Perinatal deaths and major lethal and non-lethal congenital malformations occurring in this hospital from 1979-82 inclusive were related to the ethnic group of the 15 438 mothers. The highest crude perinatal mortality rates occurred in Indian and Pakistani populations (18-3 per 1000 and 24-1 per 1000 respectively). The highest incidence of congenital abnormality also occurred in these groups (13-3 per 1000 and 12*8 per 1000 respectively), but there was considerable variation in the distribution of different malformations.
Summary
An assessment of nutritional status using anthropometric and biochemical measurements was made during pregnancy in 8 European and 15 Asian women who produced babies which were light for gestational age. These results were compared with similar measurements in women of both races with normal or pathological pregnancies (hypertension or bleeding) who produced babies of normal size. European mothers of light for gestational age babies with one exception had pregnancies complicated by pathology. They were heavy and fat but apart from urinary peptide hydroxyproline (which was reduced), no other biochemical measurement was specifically associated with poor intrauterine growth. Asian mothers of light for gestational age babies mostly had pregnancies not complicated by obstetric pathology. They gained less weight and fat during the second trimester and during the third trimester, they had biochemical evidence of a poorer nutritional status. Some of the biochemical changes were also noted in pathological pregnancies even though the mothers gained weight and fat normally and had well grown babies.

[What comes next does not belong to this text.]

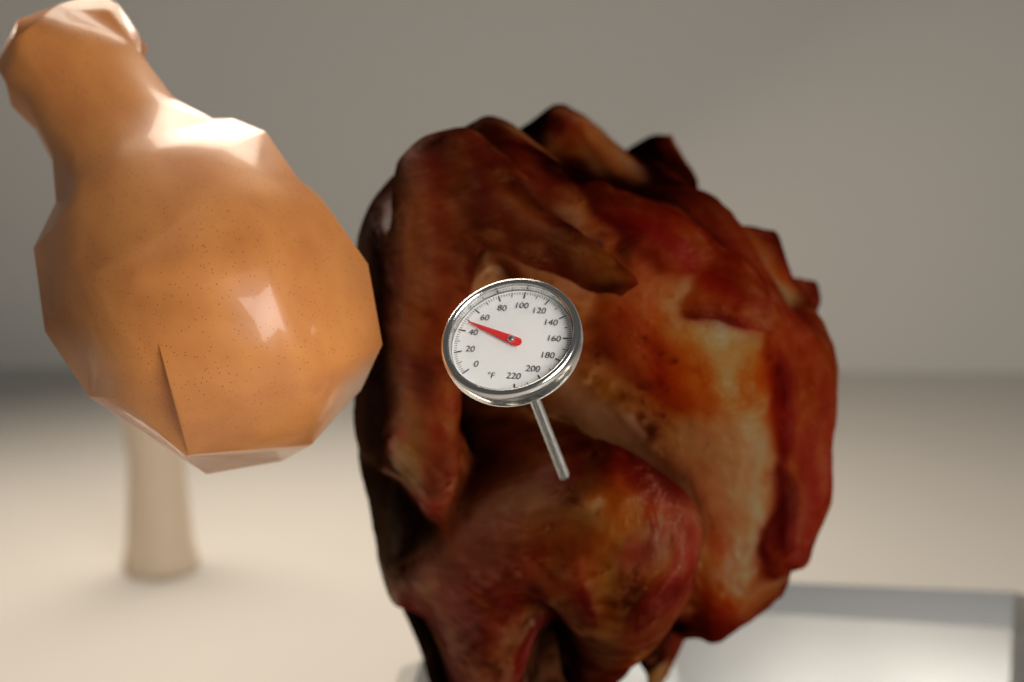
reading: 48 °F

A four-dose vaccination schedule was used to interrupt perinatal transmission of hepatitis B virus from carrier mothers to their babies. Of 49 babies immunised and successfully followed up, 43 (88%) became immune: 15 out of 21 (71%) of babies born to HBeAg + mothers became immune, the other 6 becoming the only carrier babies in the study. Without immunisation a carrier rate in excess of 70% would have been expected in this high-risk group. Vaccine alone, given in a rapid immunisation schedule, protected the majority of babies at risk. In those babies in whom the carrier state occurred in spite of immunisation, infection may have taken place in utero, or the infant may have failed to produce adequate antibody in response to the vaccine.